Question

I have a text file containing various feeds URL's. I am reading all the URL's in a collection(IEnumerable) using following code :

var URLs = File.ReadLines(Path.GetFullPath(@"Resources\FeedList.txt"));

In the next line, I am printing the total count :

Console.WriteLine("Total Number of feeds : {0}",URLs.Count());

And after that I am using Parellel.ForEach construct, to perform some logic, corresponding to each URL. Following is the code, I am using :

Parallel.ForEach(URLs, (url) =>
                                       {
                                           // Some business logic
                                       });

The problem is, I am getting following exception, as soon as I add the code to print the number of URL's i.e. the code which calls, the Count() method on URLs object. Exception :

Total Number of feeds : 78

Unhandled Exception: System.AggregateException: One or more errors occurred. ---> System.ObjectDisposedException: Cannot read from a closed TextReader.
   at System.IO.__Error.ReaderClosed()
   at System.IO.StreamReader.ReadLine()
   at System.IO.File.<InternalReadLines>d__0.MoveNext()
   at System.Collections.Concurrent.Partitioner.DynamicPartitionerForIEnumerable`1.InternalPartitionEnumerator.GrabNextChunk(Int32 requestedChunkSize)
   at System.Collections.Concurrent.Partitioner.DynamicPartitionEnumerator_Abstract`2.MoveNext()
   at System.Threading.Tasks.Parallel.<>c__DisplayClass32`2.<PartitionerForEachWorker>b__30()
   at System.Threading.Tasks.Task.InnerInvoke()
   at System.Threading.Tasks.Task.InnerInvokeWithArg(Task childTask)
   at System.Threading.Tasks.Task.<>c__DisplayClass7.<ExecuteSelfReplicating>b__6(Object )
   --- End of inner exception stack trace ---
   at System.Threading.Tasks.Task.ThrowIfExceptional(Boolean includeTaskCanceledExceptions)
   at System.Threading.Tasks.Task.Wait(Int32 millisecondsTimeout, CancellationToken cancellationToken)
   at System.Threading.Tasks.Parallel.PartitionerForEachWorker[TSource,TLocal](Partitioner`1 source, ParallelOptions parallelOptions, Action`1 simpleBody, Action`2 bodyWi
   at System.Threading.Tasks.Parallel.ForEachWorker[TSource,TLocal](IEnumerable`1 source, ParallelOptions parallelOptions, Action`1 body, Action`2 bodyWithState, Action`3
   at System.Threading.Tasks.Parallel.ForEach[TSource](IEnumerable`1 source, Action`1 body)
   at DiscoveringGroups.Program.Main(String[] args) in C:\Users\Pawan Mishra\Documents\Visual Studio 2010\Projects\ProgrammingCollectiveIntelligence\DiscoveringGroups\Pro
Press any key to continue . . .

And if I remove/comment out the line, which prints the count value, the Parallel.ForEach loop runs fine.

Does anyone have any idea as whats going wrong in here ?

Était-ce utile?

La solution

Don't use var when you don't need to (or when the type is obviously redundant). In this case it hides what's going on, and you get surprised by the result.

The File.ReadLines method doesn't read all lines and return a collection, it returns an enumerator that reads the lines when you get items from it. The type it returns is not a string array, but an IEnumerable<string>, which you would have noticed if you had specified the type for the variable:

string[] URLs = File.ReadLines(Path.GetFullPath(@"Resources\FeedList.txt"));

This gives a compiler error, because the method doesn't return an array, so you would have seen that the result was not what you expected.

When you use the Count() method on the enumerator, it will read all the lines in the file in order to count them, so when you later on try to use the enumeration again, it has already read all lines and closed the TextReader.

Use the File.ReadAllLines method to read all lines in the file, instead of getting an enumerator:

string[] URLs = File.ReadAllLines(Path.GetFullPath(@"Resources\FeedList.txt"));

Now you can use the array multiple times.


* [Activity]: Write out every entry exactly; the pictures do not belong in the copy.

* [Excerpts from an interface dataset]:
________________

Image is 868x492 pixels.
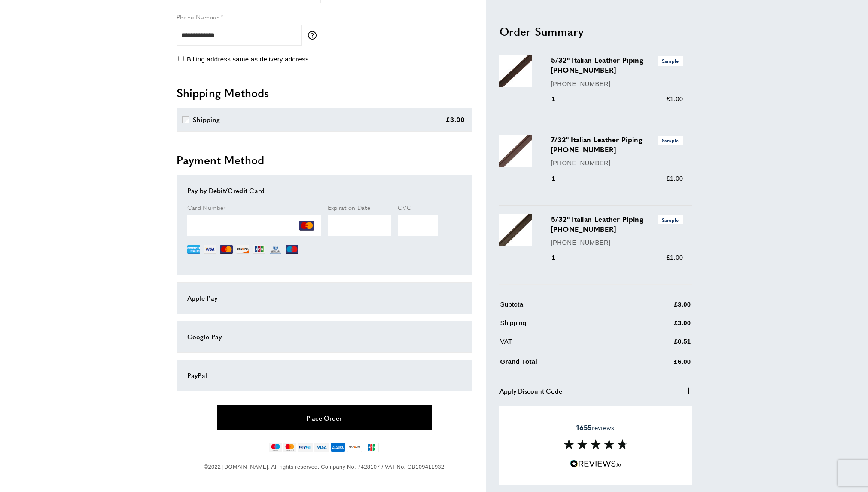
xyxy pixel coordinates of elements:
img: 5/32" Italian Leather Piping 973-34243-2040 [500,55,532,87]
iframe: Secure Credit Card Frame - Credit Card Number [187,215,321,236]
div: 1 [551,94,568,104]
img: maestro [270,443,282,452]
img: american-express [331,443,345,452]
span: Card Number [187,203,226,211]
img: AE.png [187,243,200,255]
span: ©2022 [DOMAIN_NAME]. All rights reserved. Company No. 7428107 / VAT No. GB109411932 [204,463,444,470]
img: Reviews section [563,438,628,449]
h2: Payment Method [177,152,472,168]
button: Place Order [217,405,431,430]
img: DI.png [237,243,249,255]
h3: 7/32" Italian Leather Piping [PHONE_NUMBER] [551,134,683,154]
span: £1.00 [666,174,683,181]
span: Sample [658,135,683,145]
span: reviews [577,423,614,432]
span: £1.00 [666,94,683,102]
img: DN.png [269,243,283,255]
strong: 1655 [577,422,591,432]
p: [PHONE_NUMBER] [551,237,683,248]
span: Phone Number [177,13,219,21]
td: £6.00 [632,355,691,373]
td: Shipping [500,318,631,335]
td: £3.00 [632,318,691,335]
input: Billing address same as delivery address [179,56,184,61]
img: MC.png [220,243,233,255]
img: MI.png [286,243,299,255]
td: VAT [500,336,631,352]
div: Google Pay [187,331,461,341]
div: Shipping [193,114,220,124]
img: Reviews.io 5 stars [570,460,622,467]
h2: Order Summary [500,23,692,38]
td: Grand Total [500,355,631,373]
span: Sample [658,215,683,224]
iframe: Secure Credit Card Frame - CVV [398,215,437,236]
img: discover [347,443,363,452]
span: Apply Order Comment [500,404,568,415]
iframe: Secure Credit Card Frame - Expiration Date [328,215,391,236]
img: jcb [364,443,379,452]
img: VI.png [203,243,216,255]
img: 5/32" Italian Leather Piping 973-34243-2126 [500,214,532,246]
img: MC.png [300,218,314,233]
div: PayPal [187,370,461,380]
h3: 5/32" Italian Leather Piping [PHONE_NUMBER] [551,214,683,233]
h3: 5/32" Italian Leather Piping [PHONE_NUMBER] [551,55,683,75]
td: £3.00 [632,299,691,316]
div: 1 [551,252,568,262]
div: Apple Pay [187,293,461,303]
td: Subtotal [500,299,631,316]
span: Sample [658,56,683,66]
div: 1 [551,173,568,183]
img: 7/32" Italian Leather Piping 973-34384-2062 [500,134,532,166]
div: Pay by Debit/Credit Card [187,186,461,196]
span: £1.00 [666,254,683,260]
p: [PHONE_NUMBER] [551,78,683,89]
span: Billing address same as delivery address [187,55,309,63]
span: Expiration Date [328,203,371,211]
div: £3.00 [446,114,465,124]
span: CVC [398,203,412,211]
img: paypal [298,443,313,452]
img: mastercard [283,443,296,452]
p: [PHONE_NUMBER] [551,157,683,168]
img: visa [315,443,328,452]
span: Apply Discount Code [500,386,562,396]
img: JCB.png [253,243,266,255]
td: £0.51 [632,336,691,352]
h2: Shipping Methods [177,85,472,100]
button: More information [308,31,321,39]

________________

* [Task solution]:
Image is 868x492 pixels.
xyxy pixel coordinates of elements:
img: 5/32" Italian Leather Piping 973-34243-2040 [500,55,532,87]
iframe: Secure Credit Card Frame - Credit Card Number [187,215,321,236]
div: 1 [551,94,568,104]
img: maestro [270,443,282,452]
img: american-express [331,443,345,452]
span: Card Number [187,203,226,211]
img: AE.png [187,243,200,255]
span: ©2022 [DOMAIN_NAME]. All rights reserved. Company No. 7428107 / VAT No. GB109411932 [204,463,444,470]
img: Reviews section [563,438,628,449]
h2: Payment Method [177,152,472,168]
button: Place Order [217,405,431,430]
img: DI.png [237,243,249,255]
h3: 7/32" Italian Leather Piping [PHONE_NUMBER] [551,134,683,154]
span: £1.00 [666,174,683,181]
span: Sample [658,135,683,145]
span: reviews [577,423,614,432]
span: £1.00 [666,94,683,102]
img: DN.png [269,243,283,255]
strong: 1655 [577,422,591,432]
p: [PHONE_NUMBER] [551,237,683,248]
span: Phone Number [177,13,219,21]
td: £6.00 [632,355,691,373]
td: Shipping [500,318,631,335]
td: £3.00 [632,318,691,335]
input: Billing address same as delivery address [179,56,184,61]
img: MC.png [220,243,233,255]
img: MI.png [286,243,299,255]
td: VAT [500,336,631,352]
div: Google Pay [187,331,461,341]
div: Shipping [193,114,220,124]
img: Reviews.io 5 stars [570,460,622,467]
h2: Order Summary [500,23,692,38]
td: Grand Total [500,355,631,373]
span: Sample [658,215,683,224]
iframe: Secure Credit Card Frame - CVV [398,215,437,236]
img: discover [347,443,363,452]
span: Apply Order Comment [500,404,568,415]
iframe: Secure Credit Card Frame - Expiration Date [328,215,391,236]
img: jcb [364,443,379,452]
img: VI.png [203,243,216,255]
img: 5/32" Italian Leather Piping 973-34243-2126 [500,214,532,246]
img: MC.png [300,218,314,233]
div: PayPal [187,370,461,380]
h3: 5/32" Italian Leather Piping [PHONE_NUMBER] [551,214,683,233]
h3: 5/32" Italian Leather Piping [PHONE_NUMBER] [551,55,683,75]
td: £3.00 [632,299,691,316]
div: 1 [551,252,568,262]
div: Apple Pay [187,293,461,303]
td: Subtotal [500,299,631,316]
span: Sample [658,56,683,66]
div: 1 [551,173,568,183]
img: 7/32" Italian Leather Piping 973-34384-2062 [500,134,532,166]
div: Pay by Debit/Credit Card [187,186,461,196]
span: £1.00 [666,254,683,260]
p: [PHONE_NUMBER] [551,78,683,89]
span: Billing address same as delivery address [187,55,309,63]
span: Expiration Date [328,203,371,211]
div: £3.00 [446,114,465,124]
span: CVC [398,203,412,211]
img: paypal [298,443,313,452]
img: mastercard [283,443,296,452]
p: [PHONE_NUMBER] [551,157,683,168]
img: visa [315,443,328,452]
span: Apply Discount Code [500,386,562,396]
img: JCB.png [253,243,266,255]
td: £0.51 [632,336,691,352]
h2: Shipping Methods [177,85,472,100]
button: More information [308,31,321,39]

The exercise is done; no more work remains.